How Much Bleach in Water to Kill Mold Safely

The standard ratio is 1 cup of household bleach per 1 gallon of water. That’s the CDC’s recommendation for killing mold on surfaces, and it’s the ratio you should stick with. More bleach doesn’t work better; it just creates stronger fumes and increases the risk of damaging the surface you’re cleaning.

Getting the Ratio Right

Use regular, unscented household laundry bleach (the kind with sodium hypochlorite as the active ingredient, typically at a 5–8% concentration). Measure 1 cup (8 ounces) and add it to 1 gallon of water. Mix it in a bucket or spray bottle, and you’re ready to go.

One important detail: a diluted bleach solution only stays effective for about 24 hours. After that, the active ingredient breaks down and loses its disinfecting power. Make a fresh batch each time you clean rather than storing leftovers under the sink.

Where Bleach Works and Where It Doesn’t

Bleach is effective on hard, non-porous surfaces like glass, metal, hard plastic, tile, and countertops. It can also be used on semi-porous materials like wood, concrete, and plaster, though results vary. On these surfaces, you scrub the mold off first with soap and water, then apply the bleach solution as a disinfecting step afterward. Let the solution sit on the surface and air dry naturally for full effectiveness.

Bleach is not a good choice for truly porous materials like drywall, carpet, ceiling tiles, or fabric. Mold sends root-like structures deep into porous materials, and the bleach solution can’t penetrate far enough to reach them. The surface may look clean, but the mold grows back. Porous materials with significant mold growth generally need to be removed and replaced.

Surfaces That Bleach Can Damage Over Time

If you’re dealing with mold on bathroom grout, be cautious about using bleach repeatedly. Bleach is an oxidizer, and over time it weakens the cement that holds grout together, reducing its durability. It can also cause discoloration, leaving grout looking blotchy and uneven. Perhaps most counterproductively, bleach can break down the sealant that protects grout from moisture, which makes future mold growth more likely. For a one-time deep clean, bleach works fine. For recurring mold on grout, you’re better off addressing the moisture problem and resealing the grout.

Protective Gear You’ll Need

Mold cleanup exposes you to both airborne spores and chemical fumes from the bleach. The EPA breaks protective equipment into tiers based on how large the affected area is.

For small patches under 10 square feet (roughly a 3-by-3-foot area), you need three things:

  • Gloves that extend to mid-forearm, made from rubber, neoprene, nitrile, or PVC. Standard dish gloves aren’t enough when you’re working with bleach.
  • Goggles designed to seal against dust and small particles.
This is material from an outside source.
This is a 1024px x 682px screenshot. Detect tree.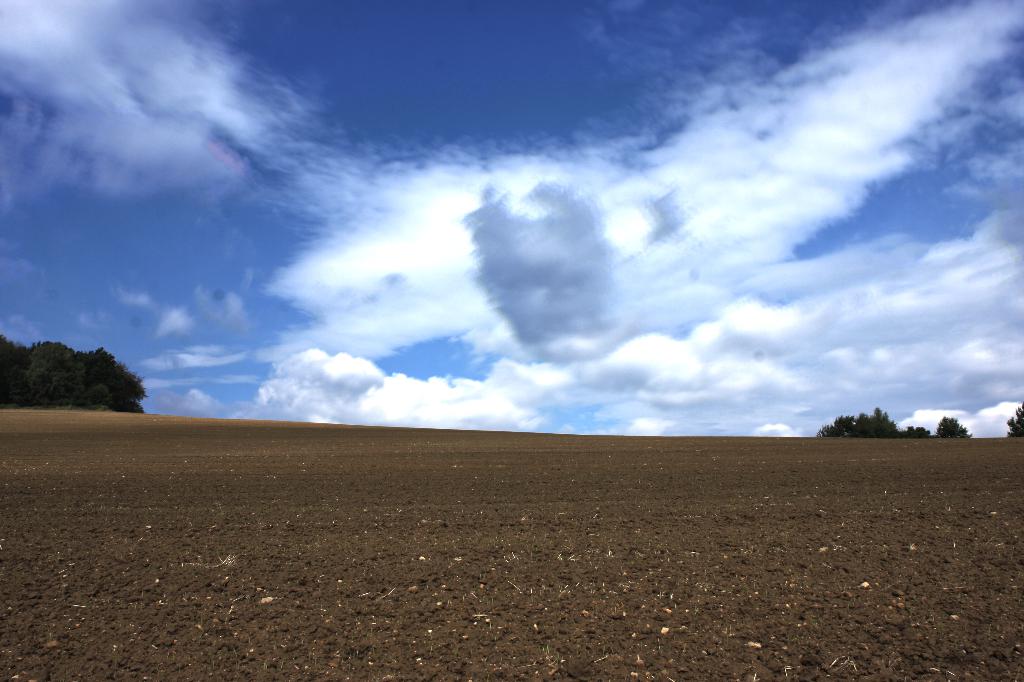
detection(0, 330, 38, 413).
Safety glasses with open vents won’t protect you.
  • An N-95 respirator, which filters out 95% of airborne particles. These are widely available at hardware stores.
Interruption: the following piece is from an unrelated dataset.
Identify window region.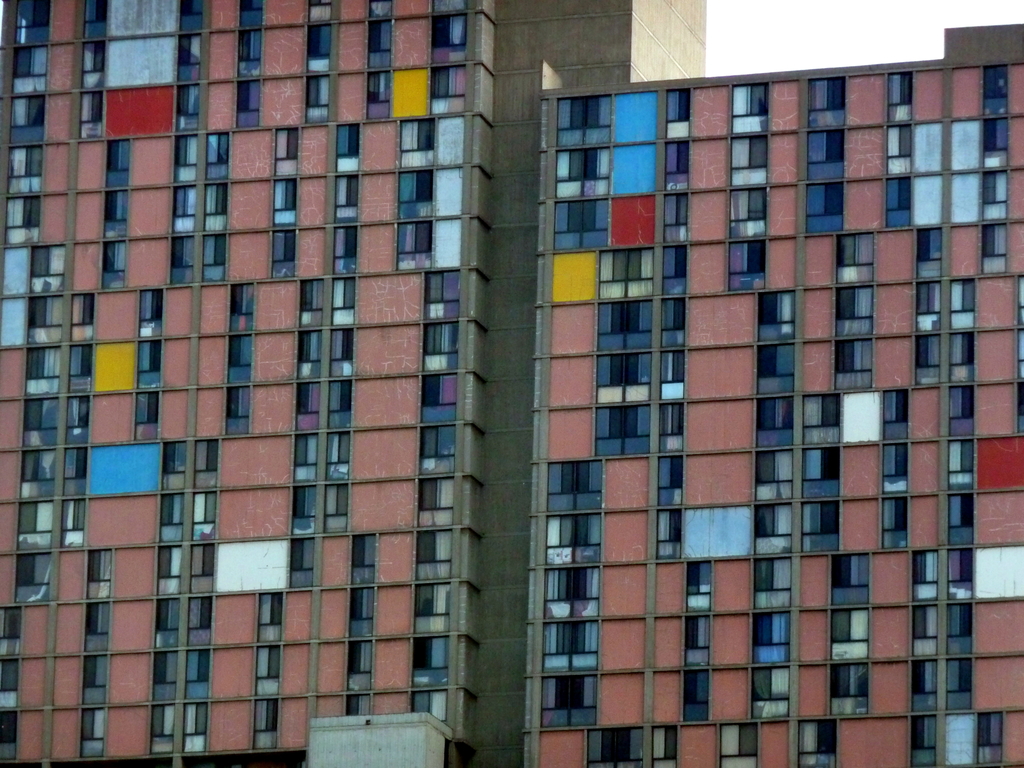
Region: Rect(337, 179, 359, 221).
For areas between 10 and 100 square feet, upgrade to a half-face or full-face air purifying respirator with P100 filter cartridges. Anything larger than 100 square feet typically calls for professional remediation with full protective equipment.

Chemicals You Should Never Mix With Bleach

This is the most dangerous mistake people make during mold cleanup. Mixing bleach with ammonia produces chloramine gas, which causes coughing, chest pain, and difficulty breathing. Mixing bleach with any acid, including vinegar, produces chlorine gas, which is even more immediately dangerous.
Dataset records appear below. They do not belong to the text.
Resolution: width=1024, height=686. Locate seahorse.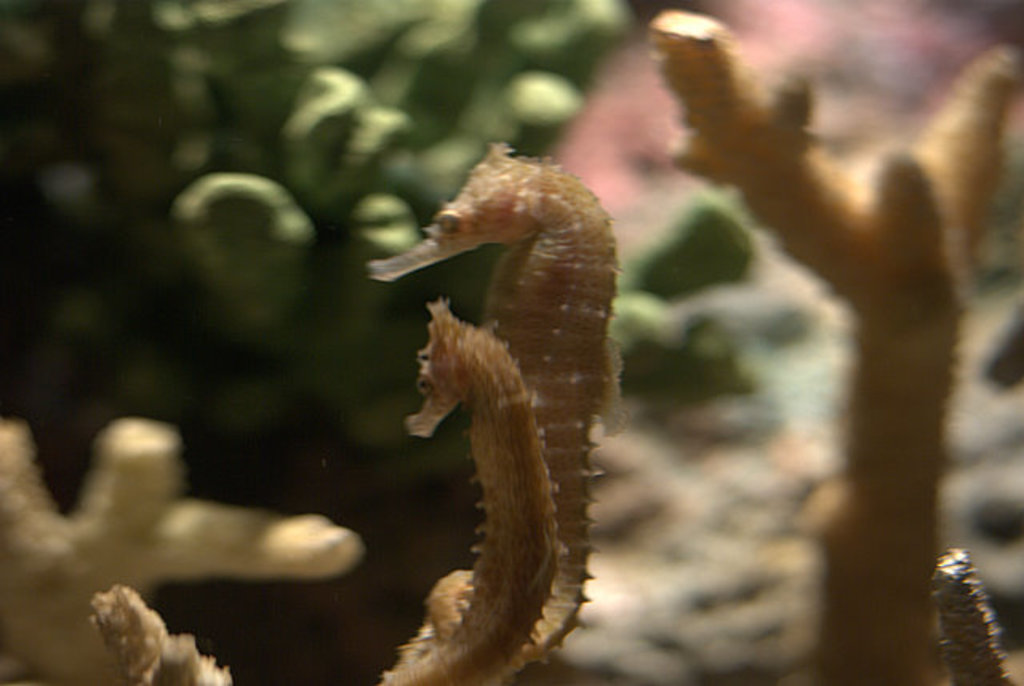
locate(362, 134, 638, 675).
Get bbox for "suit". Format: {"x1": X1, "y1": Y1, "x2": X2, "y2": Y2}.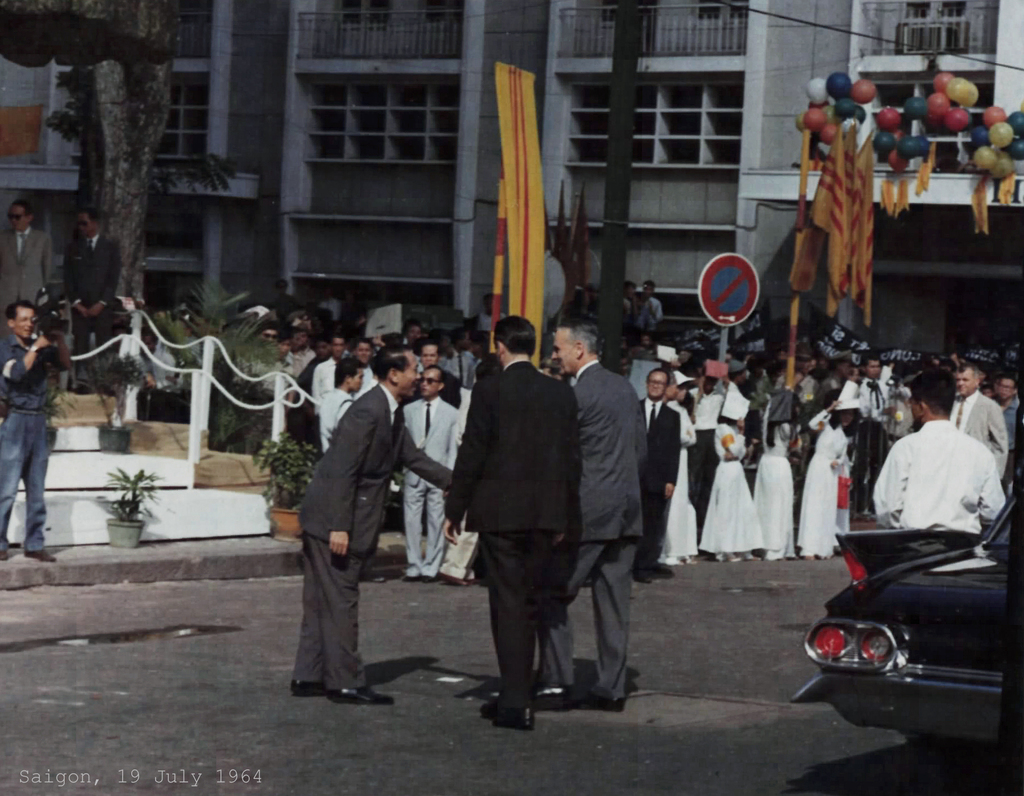
{"x1": 943, "y1": 388, "x2": 1018, "y2": 492}.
Both of these combinations can happen accidentally. Many glass cleaners and multi-surface sprays contain ammonia. Vinegar is a popular “natural” cleaner that people sometimes reach for alongside bleach, assuming the combination will be more effective. It won’t. It will make toxic gas. If you’ve already cleaned a surface with another product, rinse it thoroughly with plain water before applying your bleach solution.

Work in a well-ventilated space whenever you use bleach. Open windows, run exhaust fans, and take breaks in fresh air if you start to feel lightheaded or notice throat irritation.

Fixing the Moisture Problem

Bleach kills the mold that’s already there, but mold returns within days or weeks if the underlying moisture isn’t fixed. Mold needs dampness to grow, and no amount of bleach changes that equation. After cleaning, dry the area as quickly as possible using fans, dehumidifiers, or open airflow. Then figure out where the moisture is coming from: a leaking pipe, poor ventilation, condensation, or water intrusion from outside. Until that source is addressed, you’ll be repeating the same cleanup on the same schedule indefinitely.